NASA Researchers Employ Wi-Fi Reflectors To Boost Performance And Battery Life On Wearables

Leave it to a couple NASA scientists to develop technology that supercharges their smartwatches. NASA announced this week that it has applied for a patent on a technology that lets wearable devices reflect wireless signals instead of using traditional transmitters and receivers. Once the new tech is implemented, it should speed up data transmission over Wi-Fi networks while simultaneously reducing power costs – dramatically.

NASA WiFi
Image credit: NASA

“The idea is if the wearable device only needs to reflect the Wi-Fi signal from a router or cell tower, instead of generate it, the power consumption can go way down (and the battery life can go way up),” said Adrian Tang of NASA’s Jet Propulsion Laboratory in Pasadena, California.
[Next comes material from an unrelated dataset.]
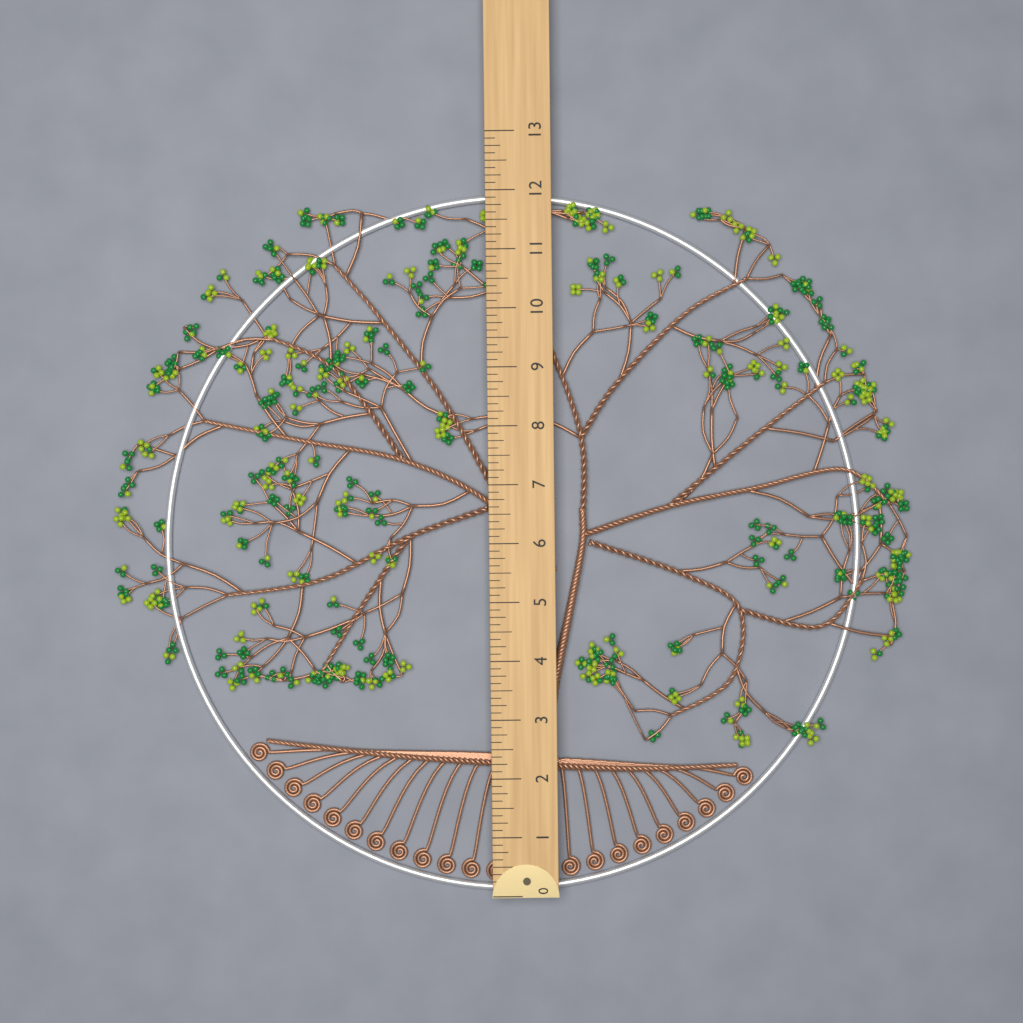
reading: 12.000 (no unit)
He worked with M.C. Frank Chang at the University of California, Los Angeles to create the microchip, which can be built into wearable devices like smartwatches.
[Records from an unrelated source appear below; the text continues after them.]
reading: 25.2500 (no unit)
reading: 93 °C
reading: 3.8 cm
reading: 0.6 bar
The NASA researchers created a wireless chip that suppresses background reflections so the system can differentiate between Wi-Fi signals and reflections. Because walls, ceilings, and other objects reflect signals, a system that doesn’t have the suppression technology may not be able to identify the correct signal.
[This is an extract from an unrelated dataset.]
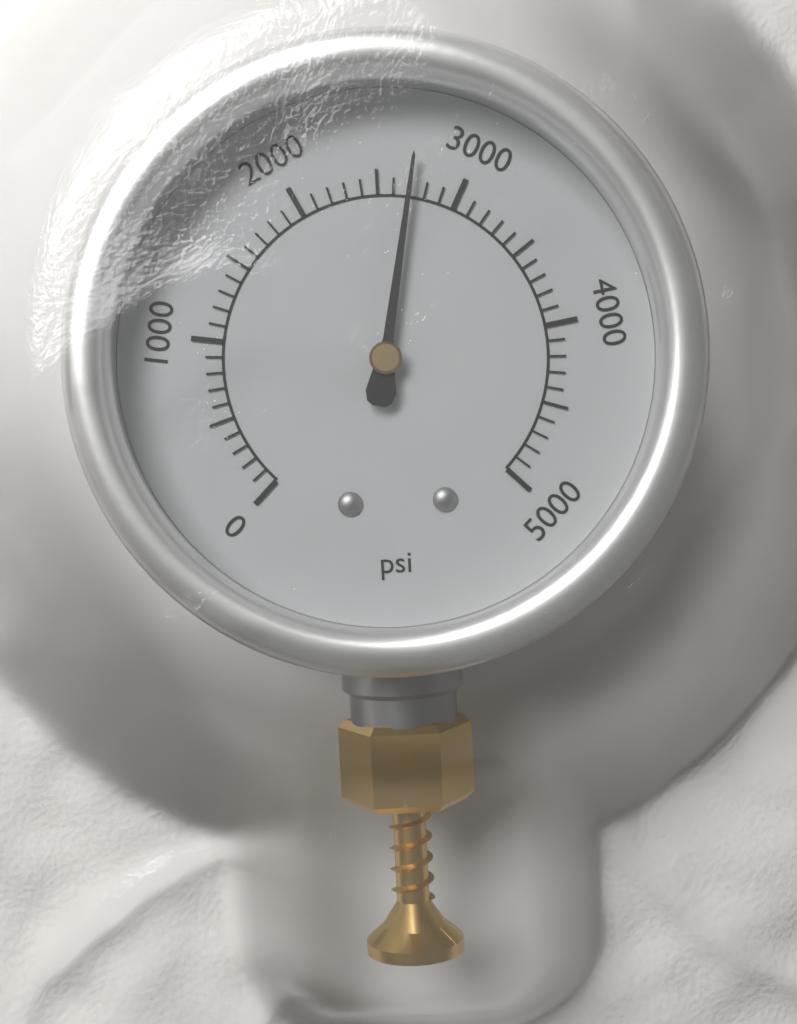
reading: 2700 psi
So far, the technology looks like it will have a huge impact on wearable power consumption. According to the researchers, it uses 1,000 times less power than a typical Wi-Fi link and can transmit data at as much as 330 megabits per second at a distance of 8 feet. The technology has been tested at distances as high as 20 feet. Wi-Fi service and a base station are required, and it must be plugged in (or have huge battery life), as it will have a higher power draw than traditional devices. The researchers plan to look at ways to fix the power draw issue.

NASA WiFi Chip
Image credit: NASA

“You can send a video in a couple of seconds, but you don’t consumer the energy of the wearable device. The transmitter externally is expending energy – not the watch or other wearable,” Chang said in a statement. 

At the moment, NASA sees an array of potential commercial uses for the technology, especially as wearables are heating up in health industries. It’s also the sort of technology that could find a home in space vehicles.